You write a JSX template once. Every blog post, doc page, and landing page gets its own social preview. One API call per page.
New on the blog: How we scaled to 1M users without adding a single server.
Links without OG images get scrolled past. But making a unique image for every page means either a designer doing it by hand, or running Puppeteer on a server.
If you've tried Puppeteer, you know the deal: memory leaks, Chrome version mismatches, cold starts, zombie processes. It works until it doesn't, and then you're debugging headless Chrome at 2am.
Create a JSX template with variables for title, author, date, whatever you need. Upload it to HTMLPix. When you want an image, POST your variables and get back a signed URL.
The image renders on the first request and caches from there. The URL is valid for 5 years. You don't manage a server, update Chrome, or think about rendering.
1# Step 1: Mint a signed image URL2curl -X POST https://api.htmlpix.com/v1/url \3 -H "Authorization: Bearer $HTMLPIX_KEY" \4 -H "Content-Type: application/json" \5 -d '{6 "templateId": "blog-post-template-id",7 "variables": {8 "title": "How We Scaled to 1M Users",9 "author": "Jane Smith",10 "date": "Mar 15, 2026",11 "category": "Engineering"12 },13 "width": 1200,14 "height": 63015 }'1617# Response:18# { "url": "https://image.htmlpix.com/v1/image?templateId=...&sig=...", "expiresAt": ... }19#20# Step 2: Use the URL directly in your <meta> tags21# <meta property="og:image" content="https://image.htmlpix.com/v1/image?..." />import type { Metadata } from "next";
async function mintOgUrl(variables: Record<string, string>) {
const res = await fetch("https://api.htmlpix.com/v1/url", {
method: "POST",
headers: {
Authorization: `Bearer ${process.env.HTMLPIX_KEY}`,
"Content-Type": "application/json",
},
body: JSON.stringify({
templateId: process.env.BLOG_OG_TEMPLATE_ID,
variables,
width: 1200,
height: 630,
}),
});
const { url } = await res.json();
return url;
}
export async function generateMetadata({ params }): Promise<Metadata> {
const post = await getPost(params.slug);
const ogUrl = await mintOgUrl({
title: post.title,
author: post.author,
date: post.date,
category: post.category,
});
return {
openGraph: { images: [{ url: ogUrl, width: 1200, height: 630 }] },
twitter: { card: "summary_large_image", images: [ogUrl] },
};
}Set up Puppeteer or Playwright. Maintain a server. Debug Chrome memory leaks. Handle cold starts. Budget $50-200/mo for infra alone.
POST your variables, get a URL. First render takes 200-500ms, then it's cached. Starts at $8/month for 500 images.
The same template generates thousands of different images. Change the title, author, or date per page. The template does the layout.
You're not hosting Puppeteer. You POST to an API and get a URL back.
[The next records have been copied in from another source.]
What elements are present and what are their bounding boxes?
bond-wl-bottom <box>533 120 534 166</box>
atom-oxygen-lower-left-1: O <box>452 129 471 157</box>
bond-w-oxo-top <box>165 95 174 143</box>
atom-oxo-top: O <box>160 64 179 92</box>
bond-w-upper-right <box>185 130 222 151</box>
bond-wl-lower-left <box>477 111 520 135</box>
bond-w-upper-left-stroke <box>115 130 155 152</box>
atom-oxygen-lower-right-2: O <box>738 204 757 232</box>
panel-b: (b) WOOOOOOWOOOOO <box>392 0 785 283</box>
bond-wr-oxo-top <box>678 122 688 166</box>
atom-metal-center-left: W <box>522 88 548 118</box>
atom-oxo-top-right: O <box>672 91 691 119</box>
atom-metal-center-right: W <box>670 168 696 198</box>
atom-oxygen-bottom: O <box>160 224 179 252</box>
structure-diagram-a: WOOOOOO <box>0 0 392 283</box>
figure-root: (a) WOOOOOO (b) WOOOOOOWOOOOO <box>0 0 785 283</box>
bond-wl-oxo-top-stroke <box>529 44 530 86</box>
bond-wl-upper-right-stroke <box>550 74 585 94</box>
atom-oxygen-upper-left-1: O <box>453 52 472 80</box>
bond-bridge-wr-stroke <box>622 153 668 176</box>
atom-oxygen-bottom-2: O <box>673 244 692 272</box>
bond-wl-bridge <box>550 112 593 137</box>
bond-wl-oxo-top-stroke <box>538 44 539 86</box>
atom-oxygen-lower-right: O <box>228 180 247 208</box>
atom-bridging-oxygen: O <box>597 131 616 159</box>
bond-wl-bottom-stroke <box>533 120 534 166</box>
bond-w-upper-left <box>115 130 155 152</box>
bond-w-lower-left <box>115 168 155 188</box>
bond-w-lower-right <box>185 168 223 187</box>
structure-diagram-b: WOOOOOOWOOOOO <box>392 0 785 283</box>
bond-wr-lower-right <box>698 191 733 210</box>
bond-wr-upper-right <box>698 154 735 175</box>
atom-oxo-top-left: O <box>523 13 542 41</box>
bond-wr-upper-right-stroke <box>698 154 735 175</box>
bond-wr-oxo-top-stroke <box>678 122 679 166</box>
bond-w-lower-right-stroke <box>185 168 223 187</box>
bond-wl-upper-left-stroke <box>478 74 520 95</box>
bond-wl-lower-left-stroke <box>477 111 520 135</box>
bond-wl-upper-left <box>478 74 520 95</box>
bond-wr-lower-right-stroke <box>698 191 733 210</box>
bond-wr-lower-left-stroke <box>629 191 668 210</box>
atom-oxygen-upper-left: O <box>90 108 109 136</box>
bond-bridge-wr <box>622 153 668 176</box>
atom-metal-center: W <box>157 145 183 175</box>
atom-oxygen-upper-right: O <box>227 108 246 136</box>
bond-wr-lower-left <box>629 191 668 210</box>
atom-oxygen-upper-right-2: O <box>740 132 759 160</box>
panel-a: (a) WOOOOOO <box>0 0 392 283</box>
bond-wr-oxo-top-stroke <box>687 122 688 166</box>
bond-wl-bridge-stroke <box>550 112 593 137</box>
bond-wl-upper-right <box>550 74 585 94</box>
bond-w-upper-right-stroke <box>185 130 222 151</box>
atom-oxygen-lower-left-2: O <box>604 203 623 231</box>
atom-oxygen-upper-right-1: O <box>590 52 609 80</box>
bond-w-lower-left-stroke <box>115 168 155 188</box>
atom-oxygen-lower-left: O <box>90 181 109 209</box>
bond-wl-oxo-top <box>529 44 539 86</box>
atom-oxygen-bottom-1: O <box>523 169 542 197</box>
That's the whole thing.
First render takes 200-500ms. Every request after that is served from edge cache. You pay to mint the URL, not to serve it.
Next.js, Astro, Rails, Django, whatever. It's an HTTP POST. Put the URL in your og:image meta tag.
Personalized stats, dashboards, and banners rendered as images. Works in every email client.
Badges, year-in-review cards, and certificates your users can post on social media.
Post your key metrics to Slack or email as a clean dashboard image. Runs on a cron job.
One template, a spreadsheet of copy, and you have all your ad variants in minutes.
Just migrated our OG images to @htmlpix. Should have done this months ago.
Show customer quotes on your site as styled cards. No embed scripts, no API keys.
Branded product cards generated from your database. For social, email, and marketplaces.